I want different functions to be executable only if the logged in user has the required permission level.
To make my life more complexly simply I want to use decorators. Below I attempy to set attribute permission
on 'decorated' functions - as shown below.
def permission(permission_required):
def wrapper(func):
def inner(*args, **kwargs):
setattr(func, 'permission_required', permission_required)
return func(*args, **kwargs)
return inner
return wrapper
@permission('user')
def do_x(arg1, arg2):
...
@permission('admin')
def do_y(arg1, arg2):
...
But when I do:
fn = do_x
if logged_in_user.access_level == fn.permission_required:
...
I get an error 'function' object has no attribute 'permission_required'
What am I missing?
Your decorator should return a function that can replace
do_x
ordo_y
, not return the execution result ofdo_x
ordo_y
You can modity you decorate as below:Of course, you have another brief solution:
The problem is that, even though you are setting the desired property to the wrapped function in
inner
,inner
is returning whatever is returned by the decorated function, which usually never is the function itself.You should just return the very same original function with the attribute added, thus you do not really want to worry about what arguments this original decorated function might take, meaning you can get rid of one of the wrapping levels:
This works just fine:
You are checking the attribute on the inner (wrapper) function, but set it on the original (wrapped) function. But you need a wrapper function at all:
Your decorator needs to return something that'll replace the original function. The original function itself (with the attribute added) will do fine for that, because all you wanted to do is add an attribute to it.
If you still need a wrapper, then set the attribute on the wrapper function instead:
After all, you are replacing the wrapped function with the wrapper returned by the decorator, so that's the object you'll be looking for the attribute on.
I also added the
@functools.wraps()
decorator to the wrapper, which copied across important identifying information and other helpful things fromfunc
to the wrapper, making it much easier to work with.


-- TASK DETAILS --
I'd like the records transcribed exactly, leaving the images out.
[Opening EXTRACTED DATA section]
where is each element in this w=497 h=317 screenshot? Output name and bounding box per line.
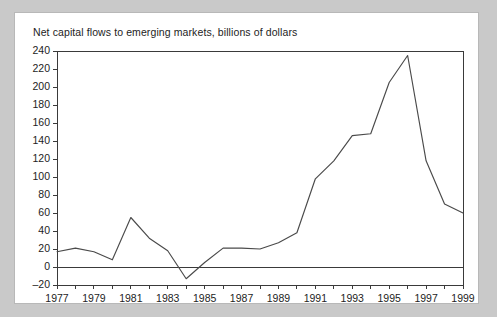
y-tick-label: 140 (32, 134, 50, 146)
y-tick-label: 100 (32, 170, 50, 182)
y-axis-tick-labels: –20020406080100120140160180200220240 (32, 44, 50, 290)
axis-frame (57, 51, 463, 285)
x-tick-label: 1985 (193, 292, 217, 304)
x-tick-label: 1995 (378, 292, 402, 304)
x-tick-label: 1981 (119, 292, 143, 304)
y-axis-tick-marks (53, 51, 57, 285)
x-tick-label: 1977 (45, 292, 69, 304)
y-tick-label: 40 (38, 224, 50, 236)
x-tick-label: 1999 (451, 292, 475, 304)
x-tick-label: 1991 (304, 292, 328, 304)
x-axis-tick-marks (57, 285, 463, 289)
x-axis-tick-labels: 1977197919811983198519871989199119931995… (45, 292, 475, 304)
y-tick-label: 0 (44, 260, 50, 272)
figure-root: Net capital flows to emerging markets, b… (0, 0, 497, 317)
x-tick-label: 1987 (230, 292, 254, 304)
y-tick-label: 180 (32, 98, 50, 110)
x-tick-label: 1979 (82, 292, 106, 304)
y-tick-label: 240 (32, 44, 50, 56)
x-tick-label: 1989 (267, 292, 291, 304)
chart-card: Net capital flows to emerging markets, b… (14, 12, 479, 304)
x-tick-label: 1983 (156, 292, 180, 304)
y-tick-label: 220 (32, 62, 50, 74)
x-tick-label: 1993 (341, 292, 365, 304)
line-chart-plot: –20020406080100120140160180200220240 197… (15, 13, 480, 305)
y-tick-label: 80 (38, 188, 50, 200)
y-tick-label: 120 (32, 152, 50, 164)
y-tick-label: –20 (32, 278, 50, 290)
y-tick-label: 60 (38, 206, 50, 218)
x-tick-label: 1997 (414, 292, 438, 304)
y-tick-label: 20 (38, 242, 50, 254)
y-tick-label: 160 (32, 116, 50, 128)
capital-flows-line (57, 56, 463, 279)
y-tick-label: 200 (32, 80, 50, 92)
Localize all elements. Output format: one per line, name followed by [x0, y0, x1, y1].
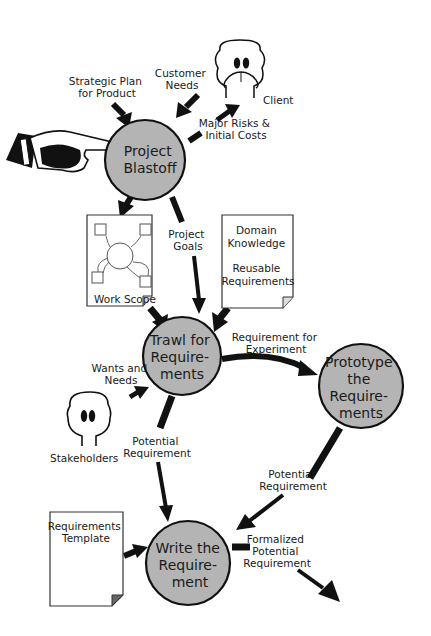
flow-label-req-for-experiment: Requirement for Experiment [232, 331, 321, 355]
flow-label-strategic-plan: Strategic Plan for Product [69, 75, 146, 99]
arrow-template-to-write [124, 544, 148, 558]
process-trawl-for-requirements: Trawl for Require- ments [143, 317, 221, 395]
flow-label-customer-needs: Customer Needs [155, 67, 209, 91]
process-project-blastoff: Project Blastoff [105, 120, 185, 200]
client-label: Client [263, 94, 293, 106]
stakeholders-actor-icon [67, 392, 110, 446]
process-write-requirement: Write the Require- ment [146, 521, 230, 605]
flow-label-major-risks: Major Risks & Initial Costs [199, 117, 274, 141]
flow-label-potential-req-2: Potential Requirement [259, 468, 327, 492]
flow-label-project-goals: Project Goals [168, 228, 207, 252]
arrow-potential-req-trawl [158, 396, 173, 522]
stakeholders-label: Stakeholders [50, 452, 118, 464]
arrow-project-goals [172, 197, 206, 314]
process-prototype-requirements: Prototype the Require- ments [319, 344, 403, 428]
work-scope-label: Work Scope [94, 293, 156, 305]
pointing-hand-icon [6, 131, 115, 172]
flow-label-wants-needs: Wants and Needs [92, 362, 151, 386]
arrow-req-for-experiment [222, 356, 318, 376]
flow-label-formalized: Formalized Potential Requirement [243, 533, 311, 569]
flow-label-potential-req-1: Potential Requirement [123, 435, 191, 459]
arrow-customer-needs [176, 95, 198, 118]
arrow-wants-needs [130, 386, 149, 399]
requirements-process-diagram: Client Stakeholders Work Scope Domain Kn… [0, 0, 431, 636]
client-actor-icon [215, 40, 264, 98]
arrow-domain-to-trawl [212, 308, 228, 332]
svg-text:Project Blastoff: Project Blastoff [123, 143, 176, 176]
[Closing EXTRACTED DATA section]
-- RESULT OF THE EXERCISE --
where is each element in this w=497 h=317 screenshot? Output name and bounding box per line.
y-tick-label: 140 (32, 134, 50, 146)
y-tick-label: 100 (32, 170, 50, 182)
y-axis-tick-labels: –20020406080100120140160180200220240 (32, 44, 50, 290)
axis-frame (57, 51, 463, 285)
x-tick-label: 1985 (193, 292, 217, 304)
x-tick-label: 1995 (378, 292, 402, 304)
x-tick-label: 1981 (119, 292, 143, 304)
y-axis-tick-marks (53, 51, 57, 285)
x-tick-label: 1977 (45, 292, 69, 304)
y-tick-label: 40 (38, 224, 50, 236)
x-tick-label: 1999 (451, 292, 475, 304)
x-tick-label: 1991 (304, 292, 328, 304)
x-axis-tick-marks (57, 285, 463, 289)
x-axis-tick-labels: 1977197919811983198519871989199119931995… (45, 292, 475, 304)
y-tick-label: 0 (44, 260, 50, 272)
figure-root: Net capital flows to emerging markets, b… (0, 0, 497, 317)
x-tick-label: 1987 (230, 292, 254, 304)
y-tick-label: 180 (32, 98, 50, 110)
x-tick-label: 1979 (82, 292, 106, 304)
y-tick-label: 240 (32, 44, 50, 56)
x-tick-label: 1989 (267, 292, 291, 304)
chart-card: Net capital flows to emerging markets, b… (14, 12, 479, 304)
x-tick-label: 1983 (156, 292, 180, 304)
y-tick-label: 220 (32, 62, 50, 74)
x-tick-label: 1993 (341, 292, 365, 304)
line-chart-plot: –20020406080100120140160180200220240 197… (15, 13, 480, 305)
y-tick-label: 80 (38, 188, 50, 200)
y-tick-label: 120 (32, 152, 50, 164)
y-tick-label: –20 (32, 278, 50, 290)
y-tick-label: 60 (38, 206, 50, 218)
x-tick-label: 1997 (414, 292, 438, 304)
y-tick-label: 20 (38, 242, 50, 254)
y-tick-label: 160 (32, 116, 50, 128)
capital-flows-line (57, 56, 463, 279)
y-tick-label: 200 (32, 80, 50, 92)
Localize all elements. Output format: one per line, name followed by [x0, y0, x1, y1].
flow-label-req-for-experiment: Requirement for Experiment [232, 331, 321, 355]
flow-label-strategic-plan: Strategic Plan for Product [69, 75, 146, 99]
arrow-template-to-write [124, 544, 148, 558]
process-trawl-for-requirements: Trawl for Require- ments [143, 317, 221, 395]
flow-label-customer-needs: Customer Needs [155, 67, 209, 91]
process-project-blastoff: Project Blastoff [105, 120, 185, 200]
client-label: Client [263, 94, 293, 106]
stakeholders-actor-icon [67, 392, 110, 446]
process-write-requirement: Write the Require- ment [146, 521, 230, 605]
flow-label-major-risks: Major Risks & Initial Costs [199, 117, 274, 141]
flow-label-potential-req-2: Potential Requirement [259, 468, 327, 492]
flow-label-project-goals: Project Goals [168, 228, 207, 252]
arrow-potential-req-trawl [158, 396, 173, 522]
stakeholders-label: Stakeholders [50, 452, 118, 464]
arrow-project-goals [172, 197, 206, 314]
process-prototype-requirements: Prototype the Require- ments [319, 344, 403, 428]
work-scope-label: Work Scope [94, 293, 156, 305]
pointing-hand-icon [6, 131, 115, 172]
flow-label-wants-needs: Wants and Needs [92, 362, 151, 386]
arrow-req-for-experiment [222, 356, 318, 376]
flow-label-formalized: Formalized Potential Requirement [243, 533, 311, 569]
flow-label-potential-req-1: Potential Requirement [123, 435, 191, 459]
arrow-customer-needs [176, 95, 198, 118]
arrow-wants-needs [130, 386, 149, 399]
requirements-process-diagram: Client Stakeholders Work Scope Domain Kn… [0, 0, 431, 636]
client-actor-icon [215, 40, 264, 98]
arrow-domain-to-trawl [212, 308, 228, 332]
svg-text:Project Blastoff: Project Blastoff [123, 143, 176, 176]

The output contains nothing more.